Illinois Week in Review: Pensions, health care take center stage

 
SPRINGFIELD — In a week foreshadowing drama to come in this legislative session’s final weeks, Illinois lawmakers passed a bill requiring retired government workers to pay for their health insurance.
 
Meanwhile, Chicago's mayor weighed in on the state's pension crisis, a state representative accused of bribery proclaimed his innocence and a College Illinois! employee was accused of insider investing.


House, Senate pass retiree health care payment bill

Illinois pays more than $800 million annually for the health care of state retirees, 90 percent of whom pay nothing toward their health-insurance premiums.
 
To address what some see as part of a larger crisis — ballooning state retiree health care and pension costs — the House and Senate passed Senate Bill 1313, requiring state retirees to pay their health-care premiums.
 
"Illinois is by far an outlier state. We are one of only two states that offers (largely subsidized insurance for state retirees), and we simply cannot afford it," state Senate Republican leader Christine Radogno, R-Lemont, said.
 
The legislation allows the Illinois Department of Central Management Services to negotiate the premium rates annually with the state workers' union, the American Federation of State, County and Municipal Employees Council 31.
 
The bill passed the House, 74-43, and the Senate, 31-20. Democratic Gov. Pat Quinn said he would sign it.
 
 
Chicago mayor offers two cents on pensions
 
Former White House chief of staff and Chicago Mayor Rahm Emanuel told lawmakers here that the state's pension liabilities had to be addressed.
 
“The day of reckoning has arrived," Emanuel said.
 
As lawmakers consider ways to address what some see as an increasingly dire problem in the state's government retirees' pension fund — which faces a $2.7 billion deficit next fiscal year alone — Emanuel said he wants Chicago's system to be overhauled in tandem with the state's.
 
Absent new changes, Emanuel said, Chicago will owe $1.2 billion annually for city workers.
 
The powerful and outspoken Democrat proposed his own solutions:

Freezing cost-of-living increases for 10 years;

Increasing contributions of 1 percent yearly for five years;

Giving employees a choice of retirement plans.

College Illinois! audit claims employee benefited personally from investments
 
At least one former employee of Illinois' prepaid college tuition program personally benefited from the investment firms the program contracted with in 2010 and 2011, according to an audit from the Illinois auditor general.
 
George Egan, former director of portfolio management for College Illinois!, was a partner in a company — not identified in the audit — that invested $500,000 in the investment firm Balestra Capital, which at the same time was bidding on a contract with College Illinois!, according to the audit.
 
College Illinois! also gave Egan a $24,166 bonus when he resigned several months after the investment in Balestra Capital in 2010 — around the same time that College Illinois! lawyers noticed the apparent conflicts of interest.
 
The Illinois Student Assistance Commission, the parent organization for College Illinois!, went on to invest $55 million in Balestra Capital.
 
Egan, most of the other executive staff and the board that oversees College Illinois! have been replaced since the General Assembly first requested the audit last year.
 
The auditor general is forwarding the findings of the audit to the Illinois attorney general, which is investigating the management of College Illinois!, as well as the Illinois Office of Executive General.
 
 
Indicted representative uses Blago defense strategy
 
Charged with bribery, state Rep. Derek Smith, D-Chicago, recycled a strategy used by former Democratic Gov. Rod Blagojevich.
 
 
Henderson ducked direct answers to questions posed by the House Special Investigative Committee and instead resorted to a defense his law firm, Henderson Adam LLC, used when it represented Blagojevich.
 
"We want all of the facts out," Henderson said. "We want everything to see the light of day."
 
While the process plays out in the U.S. District Court in the Northern District of Illinois, the committee is deciding whether Smith should be impeached by the General Assembly. Smith entered a plea of not guilty in federal court.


## DIRECTIONS:
All of the lines below need to be copied exactly, apart from the pictures.

## SOURCE DATA:
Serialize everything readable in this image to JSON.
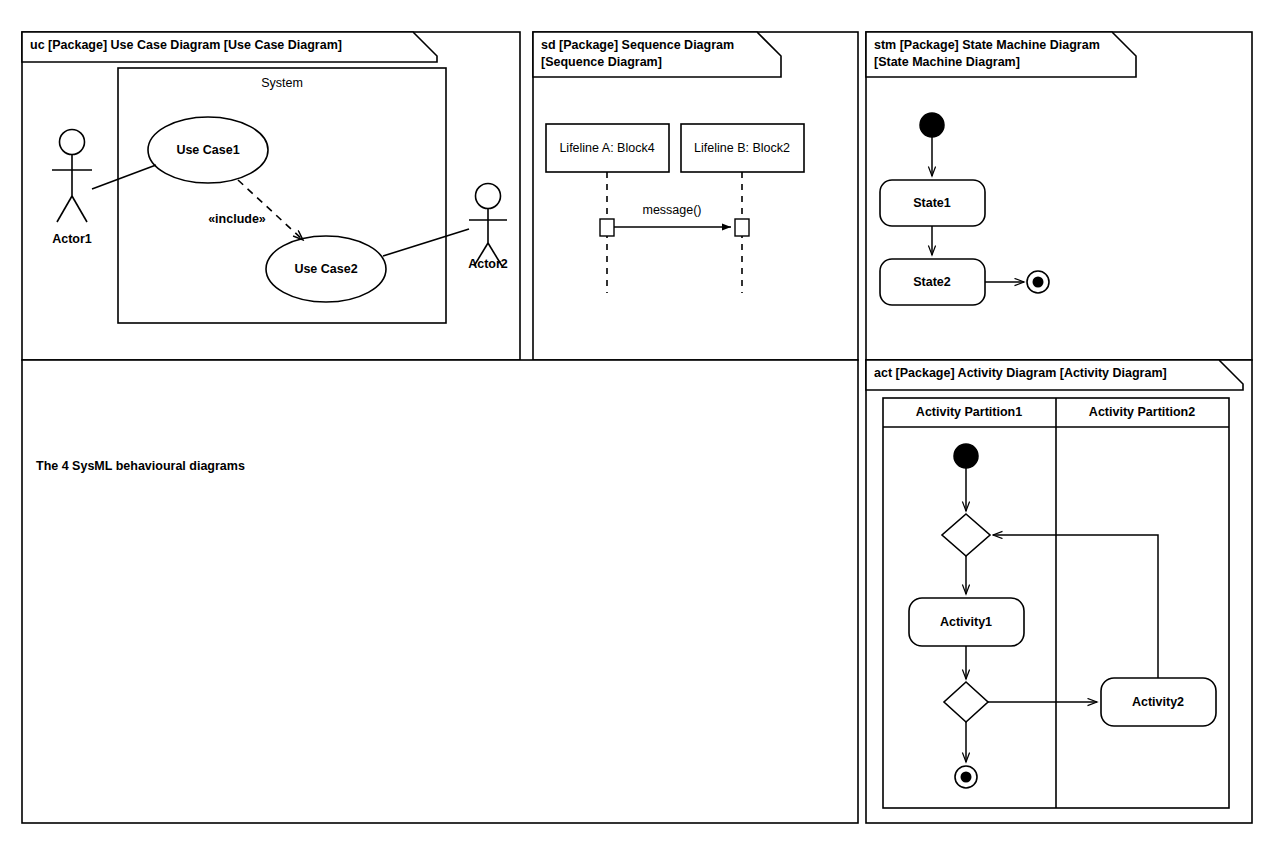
{
  "caption": {
    "text": "The 4 SysML behavioural diagrams"
  },
  "frames": {
    "use_case": {
      "label_line1": "uc [Package] Use Case Diagram [Use Case Diagram]",
      "system_label": "System",
      "actor1": "Actor1",
      "actor2": "Actor2",
      "use_case1": "Use Case1",
      "use_case2": "Use Case2",
      "include_stereotype": "«include»"
    },
    "sequence": {
      "label_line1": "sd [Package] Sequence Diagram",
      "label_line2": "[Sequence Diagram]",
      "lifeline_a": "Lifeline A: Block4",
      "lifeline_b": "Lifeline B: Block2",
      "message": "message()"
    },
    "state_machine": {
      "label_line1": "stm [Package] State Machine Diagram",
      "label_line2": "[State Machine Diagram]",
      "state1": "State1",
      "state2": "State2",
      "initial_node": "initial-state-node",
      "final_node": "final-state-node"
    },
    "activity": {
      "label_line1": "act [Package] Activity Diagram [Activity Diagram]",
      "partition1": "Activity Partition1",
      "partition2": "Activity Partition2",
      "activity1": "Activity1",
      "activity2": "Activity2",
      "initial_node": "initial-activity-node",
      "final_node": "activity-final-node",
      "merge_node": "merge-node",
      "decision_node": "decision-node"
    }
  },
  "colors": {
    "line": "#000000",
    "background": "#ffffff",
    "fill": "#ffffff"
  }
}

## TASK RESPONSE:
Serialize everything readable in this image to JSON.
{
  "caption": {
    "text": "The 4 SysML behavioural diagrams"
  },
  "frames": {
    "use_case": {
      "label_line1": "uc [Package] Use Case Diagram [Use Case Diagram]",
      "system_label": "System",
      "actor1": "Actor1",
      "actor2": "Actor2",
      "use_case1": "Use Case1",
      "use_case2": "Use Case2",
      "include_stereotype": "«include»"
    },
    "sequence": {
      "label_line1": "sd [Package] Sequence Diagram",
      "label_line2": "[Sequence Diagram]",
      "lifeline_a": "Lifeline A: Block4",
      "lifeline_b": "Lifeline B: Block2",
      "message": "message()"
    },
    "state_machine": {
      "label_line1": "stm [Package] State Machine Diagram",
      "label_line2": "[State Machine Diagram]",
      "state1": "State1",
      "state2": "State2",
      "initial_node": "initial-state-node",
      "final_node": "final-state-node"
    },
    "activity": {
      "label_line1": "act [Package] Activity Diagram [Activity Diagram]",
      "partition1": "Activity Partition1",
      "partition2": "Activity Partition2",
      "activity1": "Activity1",
      "activity2": "Activity2",
      "initial_node": "initial-activity-node",
      "final_node": "activity-final-node",
      "merge_node": "merge-node",
      "decision_node": "decision-node"
    }
  },
  "colors": {
    "line": "#000000",
    "background": "#ffffff",
    "fill": "#ffffff"
  }
}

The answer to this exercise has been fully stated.